2. Stochastic super-resolution: based on the localization of single fluorescent molecules, e.g., fluorescence photoactivatable light microscopy (FPALM), stochastic optical reconstruction microscopy(STORM), Super-resolution optical fluctuation imaging (SOFI) .
However, one has other chances to improve resolution. As main cases we manage: Structured Illumination Microscopy (SIM) that employs a physical (rotated patterns) and computation (inverse problem in the Fourier domain); Expansion microscopy that takes advantage of a smart material and chemical combination enlarging in a physical way the sample, following polymer cross-link with fluorescent molecules, Image Scanning Microscopy(ISM) and pixel reassignment that uses, in our case, a SPAD array detector to collect photons and a computational approach to reassign information at the appropriate location getting an improved resolution and extracting spectroscopic data.
Advanced Three-dimensional optical microscopy
Confocal laser scanning microscopy and computational optical sectioning microscopy are integrated, as 3D methods, with light sheet optical microscopy, a view displaced 90 degrees apart of selected planes of illumination (SPIM) able to remove undesired information plane by plane, and two-photon excitation (2PE) microscopy, allowing a physical selection of the imaged details in the three-dimensional space due to the non-linear process of excitation of fluorescence and on the consequent red-shift offering a better penetration depth.
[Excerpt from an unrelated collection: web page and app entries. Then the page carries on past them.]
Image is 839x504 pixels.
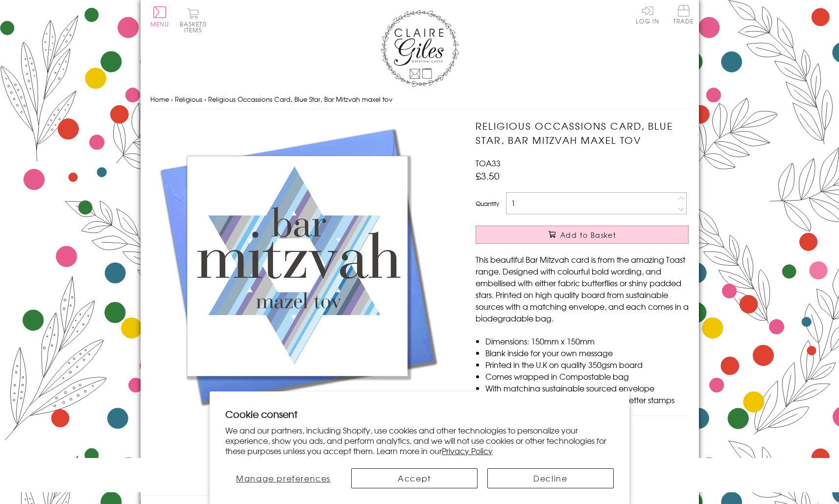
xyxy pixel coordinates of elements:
span: Religious Occassions Card, Blue Star, Bar Mitzvah maxel tov [208,94,392,104]
p: This beautiful Bar Mitzvah card is from the amazing Toast range. Designed with colourful bold wor... [475,254,688,324]
a: Trade [674,5,694,26]
a: Religious [175,94,202,104]
li: Comes wrapped in Compostable bag [485,371,688,382]
span: › [204,94,206,104]
button: Accept [351,469,477,489]
label: Quantity [475,199,499,208]
span: 0 items [184,19,207,34]
li: Printed in the U.K on quality 350gsm board [485,359,688,371]
img: Religious Occassions Card, Blue Star, Bar Mitzvah maxel tov [151,119,444,413]
span: Add to Basket [560,230,616,240]
li: With matching sustainable sourced envelope [485,382,688,394]
span: Trade [674,5,694,24]
li: Dimensions: 150mm x 150mm [485,335,688,347]
li: Blank inside for your own message [485,347,688,359]
span: Menu [151,19,169,28]
span: £3.50 [475,169,500,183]
button: Basket0 items [179,8,207,33]
h2: Cookie consent [225,408,613,421]
span: Manage preferences [236,473,331,484]
span: › [171,94,173,104]
h1: Religious Occassions Card, Blue Star, Bar Mitzvah maxel tov [475,119,688,147]
a: Log In [635,5,660,24]
span: TOA33 [475,157,501,169]
button: Menu [151,7,169,27]
a: Privacy Policy [442,445,493,456]
button: Add to Basket [475,226,688,244]
button: Manage preferences [225,469,341,489]
a: Home [151,94,169,104]
p: We and our partners, including Shopify, use cookies and other technologies to personalize your ex... [225,426,613,456]
nav: breadcrumbs [151,90,689,110]
img: Claire Giles Greetings Cards [380,10,459,87]
button: Decline [487,469,613,489]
Both approaches reduce overall photobleaching of the specimen and can take advantage of the super-resolution approaches, namely: IML-SPIM (IML - Individual Molecule Localization SPIM) and 2PE-STED.
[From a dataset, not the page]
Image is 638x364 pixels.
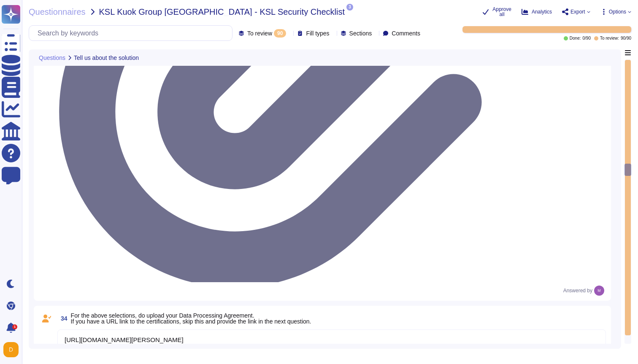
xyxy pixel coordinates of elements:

Atomic Force Microscopy (AFM)
Atomic force microscopy allows getting information at the molecular level with the constraint of being an a-specific and surface microscopy technique. However, information about the physical properties of the sample, for example, local elasticity, can be collected beyond molecular and atomic imaging at room temperature or in liquid. The coupling with optical nanoscopy methods widens in a significative way its utilization in life sciences, biophysics and nanoscale biophysics.
Correlative microscopy
Due to its function, optical nanoscopy can often be used with other high-resolution methods. The resolution of both electron and atomic force microscopy is even better than optical nanoscopy resolution, but by combining E.M. or AFM with optical super-resolution, it’s possible to achieve chemical sensitivity and specificity at unprecedented resolution. Nonetheless, all the quantitative information collectable by advanced fluorescence methods applied to live specimens can be correlated with nanoscale morphological imaging of non-optical techniques. The correlative approach opens an essential window on the interpretation of super-resolved fluorescence microscopy images.